I feel him looking right through me.
How does he know? Or is he just guessing?
“I think you could benefit from some therapy yourself, Jay. A little self-reflection would be helpful.”
“Helpful, huh? You know what would be helpful, Yoshiro? Boundaries. Professional ones.”
He tilts his head. I swear, his stare is like a scalpel he wants to slice into my Achilles heel.
“A therapist who gets to know his client too well doesn't seem very ethical to me. So I'm just wondering, is it really Tom you're trying to help, or mainly yourself?”
Jay leads us to a shed behind the East House.
I want to screampineapple cookieso loud it echoes across the lake.
If Tom manages to fall out of bed fast, we could be out of here in ten minutes. No, five. Five minutes tops, not a second longer.
I need to do something because my head is about to explode. Let me end this bullshit right here.
“Your problem with me isn’t about ethics. And it’s not that you think I’m not good enough for Tom. None of this is personal.”
There’s steel in my voice now.
“Have you ever heard the story of the serpent among the wolves, Jay?”

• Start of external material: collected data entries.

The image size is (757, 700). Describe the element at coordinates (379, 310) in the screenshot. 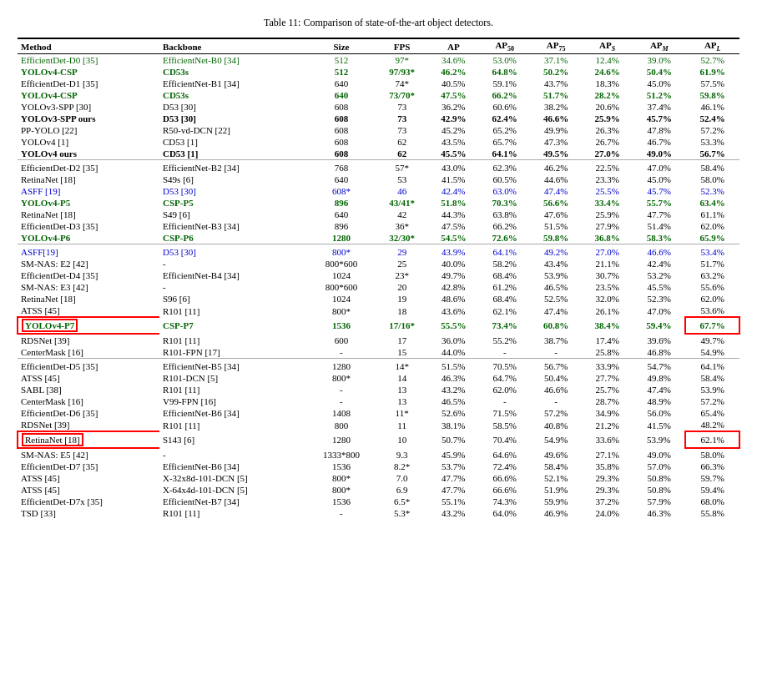

I see `table-row: ATSS [45]R101 [11]800*1843.6%62.1%47.4%2…` at that location.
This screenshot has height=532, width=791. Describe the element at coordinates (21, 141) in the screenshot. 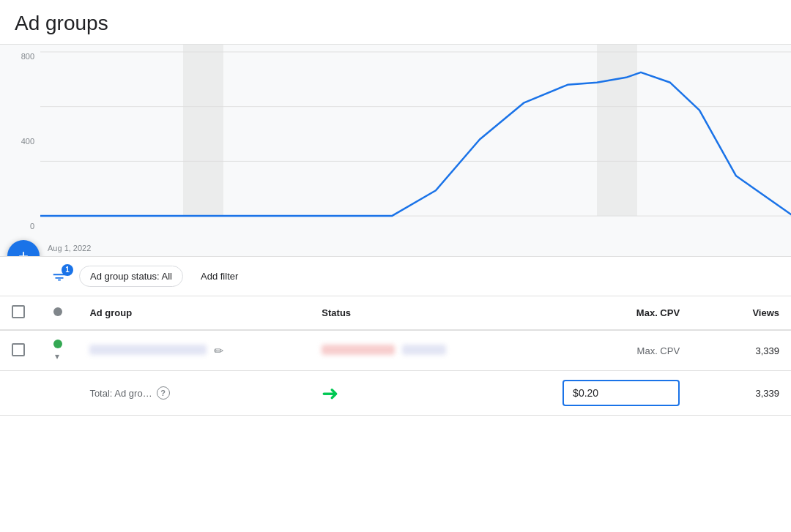

I see `y-label-400: 400` at that location.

I take a slow step closer.
“While the wolves are tearing each other apart, the serpent coils around one of them and slips out of the den. And by the time the pack realizes what happened, they’re gone for good.”

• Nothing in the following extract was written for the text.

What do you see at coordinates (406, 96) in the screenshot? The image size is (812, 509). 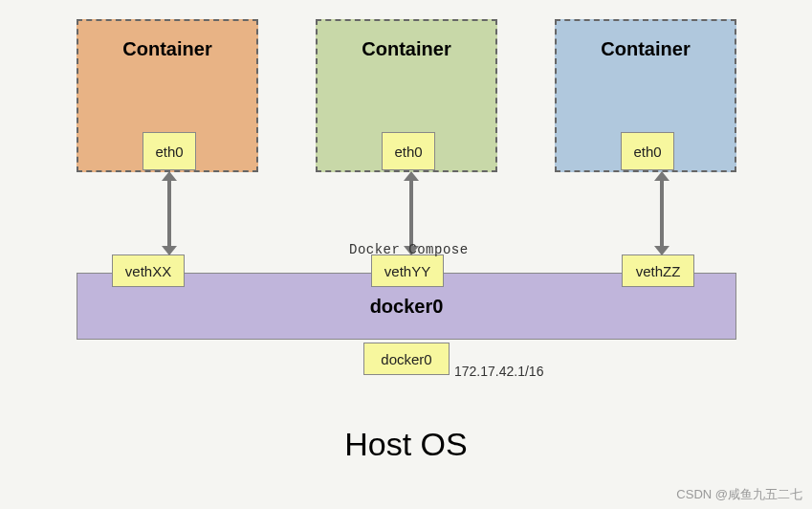 I see `container-2: Container eth0` at bounding box center [406, 96].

Jay snorts. It turns into a short laugh as he shakes his head.
Oh, boy. Did I just deliver a direct threat to Jay McKenna’s face?

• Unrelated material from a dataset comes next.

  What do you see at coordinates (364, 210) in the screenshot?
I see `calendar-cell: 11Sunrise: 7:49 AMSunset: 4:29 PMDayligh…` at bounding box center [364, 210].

That hadn’t exactly been part of the plan. Or maybe it was.
Yes, in my heroic little daydreams I definitely rehearsed that line. Saying it out loud, however, was a fucking reckless move.
I expect him to go full-on furious now, but he doesn’t look anywhere close to breathing fire. Actually, he looks kind of amused.
“Well, slippery slitherer, at least you’re not boring.”
His words are barely cold before the shed door slams open and Sergei steps out, a shotgun in each hand.
What the actual fuck—!? My heart skips a beat, then another.
Shit. This is bad. This is so damn bad.
I'm not a man of God, but when he hands one of the shotguns to Jay, I make an imaginary sign of the cross.
Is this the end for me? Are they going to hunt me through the woods? Not exactly my first time.
During my cowboy phase, a rancher dad had caught me topping his son in the haystack. I had bullets flying over my head within seconds.
Sometimes I think fate likes to remind me who’s in charge. It’s almost impressive, if it weren’t just another Greek tragedy in my life
“Didn’t know snakes had so many words, and so little of them now.”
Jay smirks as Sergei passes me the other gun. “Let’s see if you can do more than hiss.”